Wednesday, July 02, 2008

Office Dream

You know that dream where all of the sudden you are naked at work, and everyone is staring at you? That dream where, one moment you are in your pressed khakis and your sunset-pink button down, standing in front of the big dry-erase board trying to explain to your colleagues some pulse-width correction scheme, and then the next moment you are completely unclothed, chest hair undulating with the breeze from the ceiling fan, naughty bits hung akimbo, your heart's quickening beats visible for all in the conference room to see. That dream where you slowly turn back to your presentation, intensely aware that your pale buttocks are surveying the room, and that every freckle, every hair, every imperfect inch of your skin is screaming out to your audience for attention. That dream where you can feel the heat of those dozens of eyeballs burning through your body, hungrily devouring your every movement, lapping at the lines and angles of your exposed flesh as you shift positions and try to concentrate on explaining your thoughts on time-gain control and multi-trigger levels.
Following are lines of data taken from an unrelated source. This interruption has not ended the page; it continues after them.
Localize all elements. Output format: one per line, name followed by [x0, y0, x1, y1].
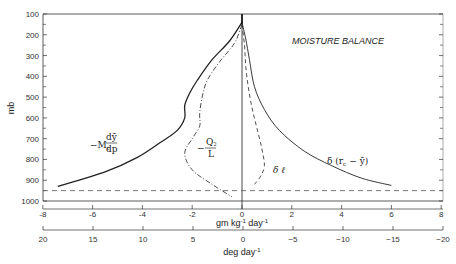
svg-text:dp: dp [106, 144, 118, 154]
y-tick-label: 900 [26, 176, 40, 185]
x2-tick-label: −20 [436, 235, 450, 244]
y-tick-label: 1000 [21, 197, 39, 206]
chart-title: MOISTURE BALANCE [292, 36, 385, 46]
annotation-delta-l: δ ℓ [273, 165, 285, 175]
svg-text:L: L [208, 149, 214, 159]
series-delta-l [242, 24, 264, 184]
x1-tick-label: 6 [389, 210, 394, 219]
x2-tick-label: 5 [191, 235, 196, 244]
x1-tick-label: -6 [89, 210, 97, 219]
x2-tick-label: 0 [241, 235, 246, 244]
y-tick-label: 400 [26, 72, 40, 81]
y-tick-label: 700 [26, 135, 40, 144]
x2-tick-label: −5 [288, 235, 298, 244]
y-tick-label: 600 [26, 114, 40, 123]
annotation-mc-dr-dp: −Mc dȳ dp [90, 132, 118, 154]
x1-tick-label: 8 [439, 210, 444, 219]
x2-tick-label: −10 [336, 235, 350, 244]
y-tick-label: 500 [26, 93, 40, 102]
svg-text:dȳ: dȳ [106, 132, 118, 142]
y-tick-label: 800 [26, 155, 40, 164]
x1-tick-label: 2 [290, 210, 295, 219]
x2-tick-label: 20 [39, 235, 48, 244]
x1-tick-label: -8 [39, 210, 47, 219]
moisture-balance-chart: 1002003004005006007008009001000 -8-6-4-2… [0, 0, 456, 264]
series-delta-rc-r [242, 22, 391, 185]
x1-tick-label: 4 [339, 210, 344, 219]
series-q2-over-l [185, 24, 242, 196]
y-tick-label: 200 [26, 31, 40, 40]
y-tick-label: 100 [26, 10, 40, 19]
x2-tick-label: −15 [386, 235, 400, 244]
y-tick-label: 300 [26, 52, 40, 61]
annotation-q2-over-l: − Q2 L [197, 137, 217, 159]
x-axis-2-label: deg day-1 [223, 247, 261, 257]
x-axis-deg-day: 20151050−5−10−15−20 [39, 226, 451, 244]
x1-tick-label: -2 [189, 210, 197, 219]
x-axis-1-label: gm kg-1 day-1 [216, 218, 269, 228]
y-axis-label: mb [6, 102, 16, 115]
series-mc-dr-dp [58, 22, 242, 186]
annotation-delta-rc-r: δ (rc − ȳ) [327, 156, 368, 167]
svg-text:−: − [197, 143, 205, 153]
x1-tick-label: -4 [139, 210, 147, 219]
x2-tick-label: 10 [139, 235, 148, 244]
svg-text:Q2: Q2 [206, 137, 217, 147]
x2-tick-label: 15 [89, 235, 98, 244]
Do you know this dream that I speak of? Well, today I plan to live the dream.

Tuesday, July 01, 2008

Post Coffee, Pre Demerol

Dillian walks into my office this morning and comments on my work attire.

"Are those grenades on your shorts?" he inquires. His eyes protrude from their sockets. They pulse with greedy desire. "Are those actually orange grenades all over your shorts?"

"No Dillian, those are pineapples." I correct him with all the patience of atomic fusion. "And these aren't shorts, they are jams."

Dillian stutters and convulses in my doorway. He shapes his mouth into a grimace of mental anguish. "Would HR approve of this?" he guffaws at me, his teeth vibrating in his skull. My hand moves slowly toward my bottom desk drawer, where a real grenade sleeps, but then Dillian turns to leave. I can hear him bouncing and sliding down the hallway.

Highway to the danger zone, Dillian old buddy old pal.